Wednesday, May 21, 2008
A way in
Digital Heritage: Video Art in Germany from 1963 to the present (Part 1)
St Paul St Gallery, AUT, Auckland
13 May -13 June 2008
We have here twenty-seven hours of moving image on twelve monitors, each small screen showing a selection that is part of a larger chronological sequence. There is no ordering at all in terms of thematic content or size.
This show is sprawling. Overwhelmingly so. Fifty-nine artists with works that vary between two hours and two minutes long, and you can’t click on to specific items using an index or remote control. You get what happens to be on when you walk into the room. So it is chaotic and rambling. You on the other hand, are expected to be curious. If you are that, you need to make several visits. With a big thermos and a knapsack of chocolate every time. Maybe a hip-flask.
Not all of it is from German artists, though the work by non-Germans was made in Germany. Some film is included. And television news too. There is a lot of untranslated German – so it is viewer hostile from a Kiwi viewpoint. And there are no handouts or wall labels to introduce you to the work. Plus with one monitor going without headphones it is noisy enough to intrude on those others with them. Definitely not user-friendly.
Yet, yet, if you – like me – are really curious because, after all, it is art (and you know some video is fantastic), it is possible to figure out a means of access.
Here’s what you can do.
First of all, take a look at this link and the list of works, zero in on half a dozen names that catch your eye, google some info on their contributions to the show, and then when you come to St. Paul St. look for them on the laminated cards by each monitor listing artists, works and time durations.
Then look in the beautifully produced catalogue on the table by the office. It has small essays on each artist and excellent illustrations. That will show you what to look out for.
Because very long works are mixed with very short ones on each DVD, each monitor is highly unpredictable. You can’t sit down and watch each from beginning to end. But if you start off with one that faces across the room you can routinely observe what is showing on several screens in front of you. And because the headphone leads are long you can get out of your chair and move around. You can squiz at several monitors at once, make snap decisions if you are bored and move on to other screens.
All this means that it is hard to devote all your attention to one work at a time. That is easier if you work nearby and can come during lunchtime. Then you can really concentrate.
So using the above procedure, I found an assortment of works (complete or in portions) which I really liked. Some, like Marcel Odenbach’s study of the bourgeois life style, As if memories could deceive me, I only saw the tail end of, but what I did catch, fascinated. Others like Rosemarie Trockel’s Buffalo Billy and Milly, of drawn upon film of actors dressed as animals, I saw starting on the other side of the room, so on quickly realising who made it I sprinted over and grabbed a seat. I managed to see Joseph Beuys’ Filz TV in its entirety and likewise Jan Verbeek’s film of commuters being crammed into a train during Tokyo’s rush hour. I also managed to regularly dip into films by Rebecca Horn (of bizarre bird costumes that extended the human form) and Corinna Schnitt (whose very long zoom shot of a dinky housing village owes a lot to Michael Snow’s Wavelength).
Probably the highlights were Heike Baranowsky’s Passage I (a short silent film of a freighter travelling in the open sea being seemingly repeatedly passed by another ship with the camera) and Harun Farocki’s very long Prison Images, an exploration of the theme of Foucauldian surveillance, comparing the camera with weaponry, and using archival footage and old movies. The more I saw of these the more intrigued I became. Therefore I am considering more visits. (I also really want to see the rest of the Odenbach). I barely scratched the surface.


■ **Exercise objective**
For each entry, output its words exactly and leave any picture behind.

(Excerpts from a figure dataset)
-- Opening Marker --

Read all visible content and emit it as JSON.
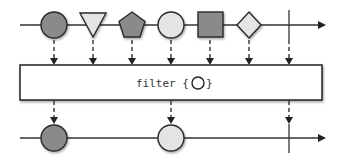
{
  "diagram": {
    "type": "marble-diagram",
    "operator": {
      "name": "filter",
      "label_prefix": "filter {",
      "label_suffix": "}",
      "predicate_shape": "circle-outline"
    },
    "colors": {
      "dark_fill": "#8a8a8a",
      "light_fill": "#e4e4e4",
      "stroke": "#2a2a2a",
      "line": "#333333",
      "box_fill": "#ffffff"
    },
    "input_stream": {
      "items": [
        {
          "shape": "circle",
          "fill": "dark",
          "x": 54
        },
        {
          "shape": "triangle",
          "fill": "light",
          "x": 93
        },
        {
          "shape": "pentagon",
          "fill": "dark",
          "x": 132
        },
        {
          "shape": "circle",
          "fill": "light",
          "x": 171
        },
        {
          "shape": "square",
          "fill": "dark",
          "x": 210
        },
        {
          "shape": "diamond",
          "fill": "light",
          "x": 249
        }
      ],
      "completion_x": 289
    },
    "output_stream": {
      "items": [
        {
          "shape": "circle",
          "fill": "dark",
          "x": 54
        },
        {
          "shape": "circle",
          "fill": "light",
          "x": 171
        }
      ],
      "completion_x": 289
    }
  }
}
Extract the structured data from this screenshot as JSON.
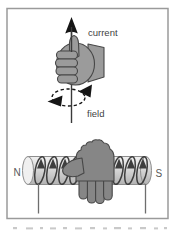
{
  "diagram": {
    "labels": {
      "current": "current",
      "field": "field",
      "north_pole": "N",
      "south_pole": "S"
    }
  },
  "colors": {
    "background": "#ffffff",
    "frame_border": "#9a9a9a",
    "wire": "#3a3a3a",
    "arrow": "#161616",
    "hand_fill": "#9b9b9b",
    "hand_fill_dark": "#868686",
    "hand_outline": "#474747",
    "coil": "#3e3e3e",
    "cylinder_light": "#f0f0f0",
    "cylinder_mid": "#d8d8d8",
    "cylinder_dark": "#b2b2b2",
    "cylinder_stroke": "#8d8d8d",
    "lead_wire": "#6e6e6e",
    "label_text": "#3f3f3f",
    "pole_text": "#595959",
    "caption_remnant": "#c9c9c9"
  }
}
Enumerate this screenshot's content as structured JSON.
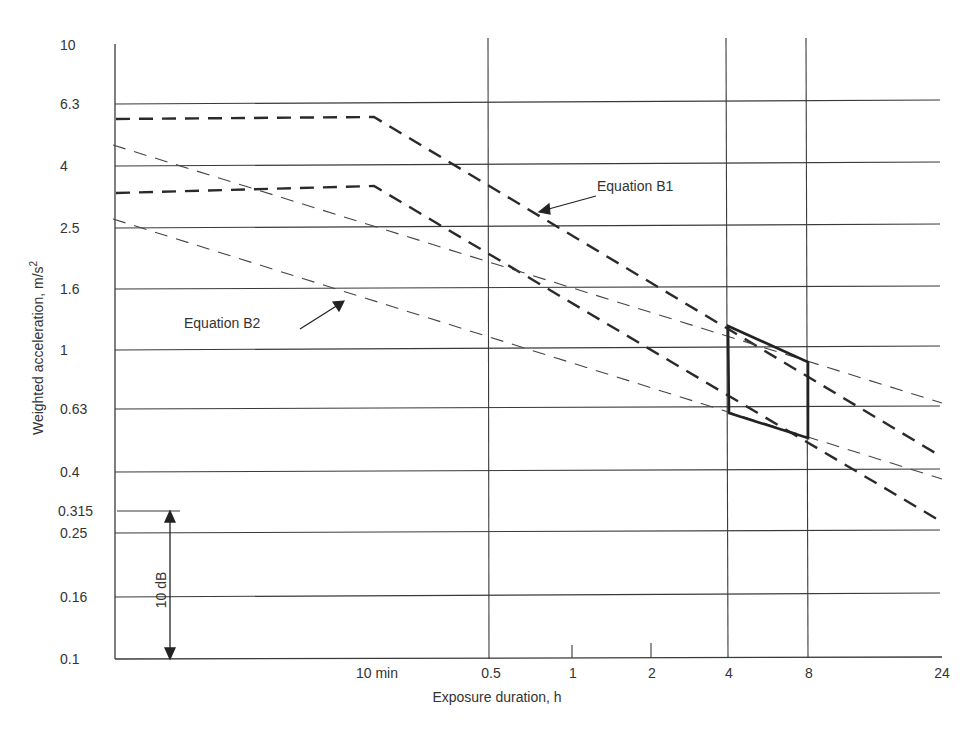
{
  "chart_data": {
    "type": "line",
    "title": "",
    "xlabel": "Exposure duration, h",
    "ylabel": "Weighted acceleration, m/s²",
    "xscale": "log",
    "yscale": "log",
    "ylim": [
      0.1,
      10
    ],
    "xlim_hours": [
      0.02,
      24
    ],
    "grid": true,
    "x_ticks": [
      {
        "label": "10 min",
        "hours": 0.1667
      },
      {
        "label": "0.5",
        "hours": 0.5
      },
      {
        "label": "1",
        "hours": 1
      },
      {
        "label": "2",
        "hours": 2
      },
      {
        "label": "4",
        "hours": 4
      },
      {
        "label": "8",
        "hours": 8
      },
      {
        "label": "24",
        "hours": 24
      }
    ],
    "y_ticks": [
      "10",
      "6.3",
      "4",
      "2.5",
      "1.6",
      "1",
      "0.63",
      "0.4",
      "0.315",
      "0.25",
      "0.16",
      "0.1"
    ],
    "series": [
      {
        "name": "Equation B1 (upper)",
        "style": "thick-dashed",
        "points": [
          [
            0.02,
            6.0
          ],
          [
            0.1667,
            6.0
          ],
          [
            24,
            0.45
          ]
        ]
      },
      {
        "name": "Equation B1 (lower)",
        "style": "thick-dashed",
        "points": [
          [
            0.02,
            3.4
          ],
          [
            0.1667,
            3.6
          ],
          [
            24,
            0.28
          ]
        ]
      },
      {
        "name": "Equation B2 (upper)",
        "style": "thin-dashed",
        "points": [
          [
            0.02,
            4.8
          ],
          [
            24,
            0.63
          ]
        ]
      },
      {
        "name": "Equation B2 (lower)",
        "style": "thin-dashed",
        "points": [
          [
            0.02,
            2.7
          ],
          [
            24,
            0.37
          ]
        ]
      },
      {
        "name": "Health guidance caution zone (4–8 h)",
        "style": "solid-thick",
        "points": [
          [
            4,
            1.25
          ],
          [
            8,
            0.9
          ],
          [
            8,
            0.52
          ],
          [
            4,
            0.6
          ],
          [
            4,
            1.25
          ]
        ]
      }
    ],
    "annotations": [
      {
        "text": "Equation B1",
        "points_to": "Equation B1 (upper)"
      },
      {
        "text": "Equation B2",
        "points_to": "Equation B2 (lower)"
      },
      {
        "text": "10 dB",
        "type": "double-arrow",
        "from": 0.1,
        "to": 0.315
      }
    ]
  },
  "labels": {
    "ylabel": "Weighted acceleration, m/s",
    "ylabel_sup": "2",
    "xlabel": "Exposure duration, h",
    "eq_b1": "Equation B1",
    "eq_b2": "Equation B2",
    "db": "10 dB"
  },
  "yticks": [
    {
      "label": "10",
      "y": 50
    },
    {
      "label": "6.3",
      "y": 109
    },
    {
      "label": "4",
      "y": 171
    },
    {
      "label": "2.5",
      "y": 233
    },
    {
      "label": "1.6",
      "y": 294
    },
    {
      "label": "1",
      "y": 355
    },
    {
      "label": "0.63",
      "y": 414
    },
    {
      "label": "0.4",
      "y": 477
    },
    {
      "label": "0.315",
      "y": 516
    },
    {
      "label": "0.25",
      "y": 538
    },
    {
      "label": "0.16",
      "y": 602
    },
    {
      "label": "0.1",
      "y": 664
    }
  ],
  "xticks": [
    {
      "label": "10 min",
      "x": 377
    },
    {
      "label": "0.5",
      "x": 491
    },
    {
      "label": "1",
      "x": 573
    },
    {
      "label": "2",
      "x": 652
    },
    {
      "label": "4",
      "x": 729
    },
    {
      "label": "8",
      "x": 809
    },
    {
      "label": "24",
      "x": 942
    }
  ]
}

-- Closing Marker --

■ **Expected answer**
Read all visible content and emit it as JSON.
{
  "diagram": {
    "type": "marble-diagram",
    "operator": {
      "name": "filter",
      "label_prefix": "filter {",
      "label_suffix": "}",
      "predicate_shape": "circle-outline"
    },
    "colors": {
      "dark_fill": "#8a8a8a",
      "light_fill": "#e4e4e4",
      "stroke": "#2a2a2a",
      "line": "#333333",
      "box_fill": "#ffffff"
    },
    "input_stream": {
      "items": [
        {
          "shape": "circle",
          "fill": "dark",
          "x": 54
        },
        {
          "shape": "triangle",
          "fill": "light",
          "x": 93
        },
        {
          "shape": "pentagon",
          "fill": "dark",
          "x": 132
        },
        {
          "shape": "circle",
          "fill": "light",
          "x": 171
        },
        {
          "shape": "square",
          "fill": "dark",
          "x": 210
        },
        {
          "shape": "diamond",
          "fill": "light",
          "x": 249
        }
      ],
      "completion_x": 289
    },
    "output_stream": {
      "items": [
        {
          "shape": "circle",
          "fill": "dark",
          "x": 54
        },
        {
          "shape": "circle",
          "fill": "light",
          "x": 171
        }
      ],
      "completion_x": 289
    }
  }
}
Extract the structured data from this screenshot as JSON.
{
  "diagram": {
    "labels": {
      "current": "current",
      "field": "field",
      "north_pole": "N",
      "south_pole": "S"
    }
  },
  "colors": {
    "background": "#ffffff",
    "frame_border": "#9a9a9a",
    "wire": "#3a3a3a",
    "arrow": "#161616",
    "hand_fill": "#9b9b9b",
    "hand_fill_dark": "#868686",
    "hand_outline": "#474747",
    "coil": "#3e3e3e",
    "cylinder_light": "#f0f0f0",
    "cylinder_mid": "#d8d8d8",
    "cylinder_dark": "#b2b2b2",
    "cylinder_stroke": "#8d8d8d",
    "lead_wire": "#6e6e6e",
    "label_text": "#3f3f3f",
    "pole_text": "#595959",
    "caption_remnant": "#c9c9c9"
  }
}
Enumerate this screenshot's content as structured JSON.
{
  "chart_data": {
    "type": "line",
    "title": "",
    "xlabel": "Exposure duration, h",
    "ylabel": "Weighted acceleration, m/s²",
    "xscale": "log",
    "yscale": "log",
    "ylim": [
      0.1,
      10
    ],
    "xlim_hours": [
      0.02,
      24
    ],
    "grid": true,
    "x_ticks": [
      {
        "label": "10 min",
        "hours": 0.1667
      },
      {
        "label": "0.5",
        "hours": 0.5
      },
      {
        "label": "1",
        "hours": 1
      },
      {
        "label": "2",
        "hours": 2
      },
      {
        "label": "4",
        "hours": 4
      },
      {
        "label": "8",
        "hours": 8
      },
      {
        "label": "24",
        "hours": 24
      }
    ],
    "y_ticks": [
      "10",
      "6.3",
      "4",
      "2.5",
      "1.6",
      "1",
      "0.63",
      "0.4",
      "0.315",
      "0.25",
      "0.16",
      "0.1"
    ],
    "series": [
      {
        "name": "Equation B1 (upper)",
        "style": "thick-dashed",
        "points": [
          [
            0.02,
            6.0
          ],
          [
            0.1667,
            6.0
          ],
          [
            24,
            0.45
          ]
        ]
      },
      {
        "name": "Equation B1 (lower)",
        "style": "thick-dashed",
        "points": [
          [
            0.02,
            3.4
          ],
          [
            0.1667,
            3.6
          ],
          [
            24,
            0.28
          ]
        ]
      },
      {
        "name": "Equation B2 (upper)",
        "style": "thin-dashed",
        "points": [
          [
            0.02,
            4.8
          ],
          [
            24,
            0.63
          ]
        ]
      },
      {
        "name": "Equation B2 (lower)",
        "style": "thin-dashed",
        "points": [
          [
            0.02,
            2.7
          ],
          [
            24,
            0.37
          ]
        ]
      },
      {
        "name": "Health guidance caution zone (4–8 h)",
        "style": "solid-thick",
        "points": [
          [
            4,
            1.25
          ],
          [
            8,
            0.9
          ],
          [
            8,
            0.52
          ],
          [
            4,
            0.6
          ],
          [
            4,
            1.25
          ]
        ]
      }
    ],
    "annotations": [
      {
        "text": "Equation B1",
        "points_to": "Equation B1 (upper)"
      },
      {
        "text": "Equation B2",
        "points_to": "Equation B2 (lower)"
      },
      {
        "text": "10 dB",
        "type": "double-arrow",
        "from": 0.1,
        "to": 0.315
      }
    ]
  },
  "labels": {
    "ylabel": "Weighted acceleration, m/s",
    "ylabel_sup": "2",
    "xlabel": "Exposure duration, h",
    "eq_b1": "Equation B1",
    "eq_b2": "Equation B2",
    "db": "10 dB"
  },
  "yticks": [
    {
      "label": "10",
      "y": 50
    },
    {
      "label": "6.3",
      "y": 109
    },
    {
      "label": "4",
      "y": 171
    },
    {
      "label": "2.5",
      "y": 233
    },
    {
      "label": "1.6",
      "y": 294
    },
    {
      "label": "1",
      "y": 355
    },
    {
      "label": "0.63",
      "y": 414
    },
    {
      "label": "0.4",
      "y": 477
    },
    {
      "label": "0.315",
      "y": 516
    },
    {
      "label": "0.25",
      "y": 538
    },
    {
      "label": "0.16",
      "y": 602
    },
    {
      "label": "0.1",
      "y": 664
    }
  ],
  "xticks": [
    {
      "label": "10 min",
      "x": 377
    },
    {
      "label": "0.5",
      "x": 491
    },
    {
      "label": "1",
      "x": 573
    },
    {
      "label": "2",
      "x": 652
    },
    {
      "label": "4",
      "x": 729
    },
    {
      "label": "8",
      "x": 809
    },
    {
      "label": "24",
      "x": 942
    }
  ]
}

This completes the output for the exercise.